Monday Interview: History meets entrepreneurship in former accountant

A MAN of many talents, Chris Legard runs a holiday park, a menswear retailer business and also a country house, which has been in his family for generations – a strange mixture of heritage and new age entrepreneurialism.

He has just won the next High Sheriff of North Yorkshire spot, devolved from the High Sheriff of Yorkshire position which is the oldest secular title under the Crown.

The title has been around since the Norman conquest. Mr Legard said: “It’s a funny old thing, with no powers in it, when it used to be the most powerful position in the country.”

The nearly 1,000 year-old position may be largely ceremonial (and paid for out of the candidates’ own pocket) but Mr Legard said it was worth it – you get a uniform and a sword, though the velvet plus fours and breeches seemed to be less appealing.

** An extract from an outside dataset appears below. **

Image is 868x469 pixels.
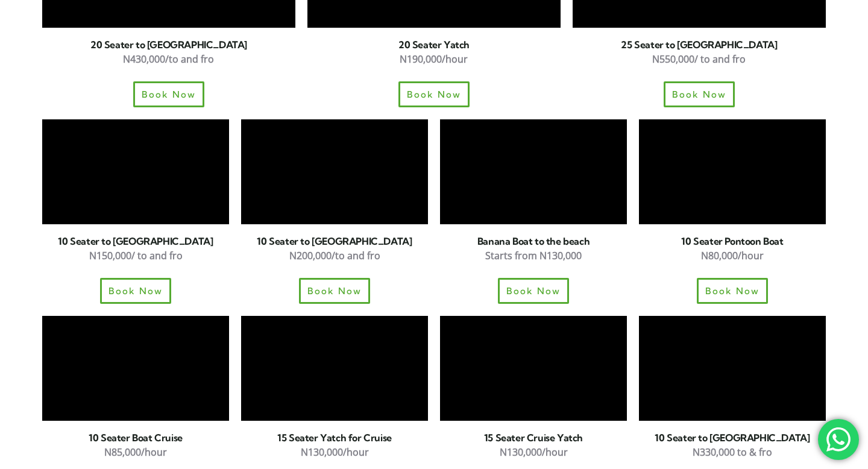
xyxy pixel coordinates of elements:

Mr Legard is also a businessman in his own right, owning Thirsk-based men’s clothing company Joseph Turner as well as a holiday park lodge on his family-owned estate Scampston Hall, which features landscaping from Capability Brown.

“I live two lives at the moment, my two commercial lives are quite separate. I’m incredibly lucky that I have two fantastic teams on both businesses. They are used to not seeing me for a week!”

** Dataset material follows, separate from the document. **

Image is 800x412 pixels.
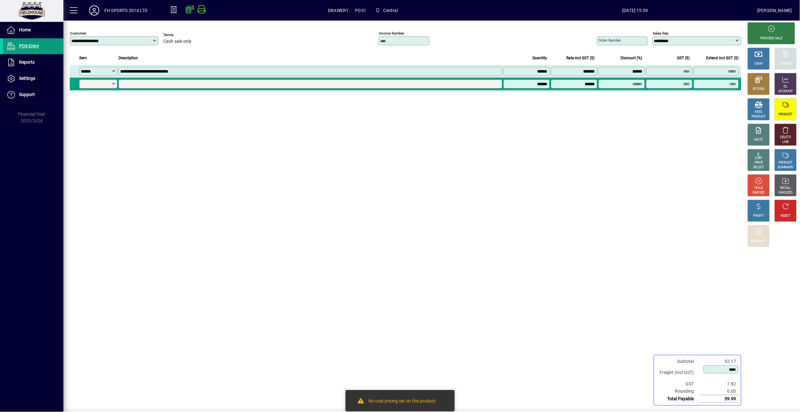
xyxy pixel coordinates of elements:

Mr Legard started training as a chartered accountant at PwC in Hull before moving to Leeds, London, Boston in the US and then back to Leeds.

Leaving PwC in 1997, he brought some business experience with him. The last deal he did involved a mail order business. Mr Legard launched mail order menswear brand Joseph Turner from the outbuildings of a Thirsk farm.

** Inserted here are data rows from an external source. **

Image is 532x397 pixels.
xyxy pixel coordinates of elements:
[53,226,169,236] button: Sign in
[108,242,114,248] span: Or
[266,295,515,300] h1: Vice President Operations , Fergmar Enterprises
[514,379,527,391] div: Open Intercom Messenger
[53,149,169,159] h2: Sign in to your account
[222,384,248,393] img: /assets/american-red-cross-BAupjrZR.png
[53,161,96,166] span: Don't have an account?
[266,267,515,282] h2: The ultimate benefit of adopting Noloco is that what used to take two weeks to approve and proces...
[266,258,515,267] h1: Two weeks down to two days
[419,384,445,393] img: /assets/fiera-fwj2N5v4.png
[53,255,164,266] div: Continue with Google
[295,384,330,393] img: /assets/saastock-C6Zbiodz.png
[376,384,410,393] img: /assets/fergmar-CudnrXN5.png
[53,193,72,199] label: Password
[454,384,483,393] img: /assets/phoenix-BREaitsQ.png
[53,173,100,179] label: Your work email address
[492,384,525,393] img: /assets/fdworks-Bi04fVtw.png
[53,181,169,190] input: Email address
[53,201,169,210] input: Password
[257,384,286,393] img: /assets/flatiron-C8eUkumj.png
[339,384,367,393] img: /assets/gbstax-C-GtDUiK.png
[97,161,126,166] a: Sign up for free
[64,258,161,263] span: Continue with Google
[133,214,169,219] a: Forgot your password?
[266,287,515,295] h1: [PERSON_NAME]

“I raised a bit of finance, hired three people working in a Portakabin which had been craned into the farmyard,” he said.

Joseph Turner retails gentlemen’s wear, anything from suits and jackets formal shirts to knitwear, trousers. Chris Legard

Interestingly in the age of the internet, the catalogue is still “crucial” to the business, but although it is bucking the trend there, the recession proved a difficult time for the business. It had to backpedal on its expansion into ladieswear.

“We use the UK where we can, sourcing shoes and fabrics such as tweed and lambswool in the UK.”

The UK has become service-driven in the past decade, but Mr Legard says that does not mean that manufacturing in the UK is dying.

“There’s not another country in the world that can make tweed as well, but price wise, most things made in Chine years because it is cheaper. However prices are beginning to equalise and it will become a fairer playing field.

“Chinese capacity drove manufacturing partially out of UK. We’ve lost the ability to make garments. High end niche fabrics are still around but the UK needs to rediscover its pride in textiles.”

“I hope manufacturing returns to the UK, as the world economy equalises, and China and India are becoming more progressively expensive,” he said.

The teeth of the recession have bitten the industry though, with the administrations of BHS and Austin Reed. “They are very much bricks and mortar retailers, who hadn’t fully embraced the home shopping trend.

“To a degree we’ve had to keep pace with that change,” he said.

Joseph Turner may be Mr Legard’s brainchild, but Scampston Hall, which has been in the family for 300 years, is a legacy.

“I’m more of a custodian for a generation with Scrampston,” said Mr Legard. “I certainly don’t want to be the idiot that loses it! I want to leave it in the best nick I can.

“We are trying to diversify and make it a more enterprising place.”

When Mr Legard took it on, the grounds were given over to farming and cottages. Now it is a bona fide tourist attraction, with a walled garden and luxury lodge park following major investment. A venue for weddings, corporate conferences, a film set for TV and film, and a Christmas tree retailer to top it off.

“It’s unbelievably expensive keeping a place like Scrampston going to a high standard. In order to do it, you have to take a commercial approach to protect the heritage.

“There’s a soul to these privately owned properties you don’t get otherwise. Under Napoleonic law in France, estates were split between children. Now every chateau is empty and they are devoid of family history. Scrampston is a family home, with no ropes or barriers, which creates a different experience. If I can keep this property going for the public to enjoy, then it’s job done.”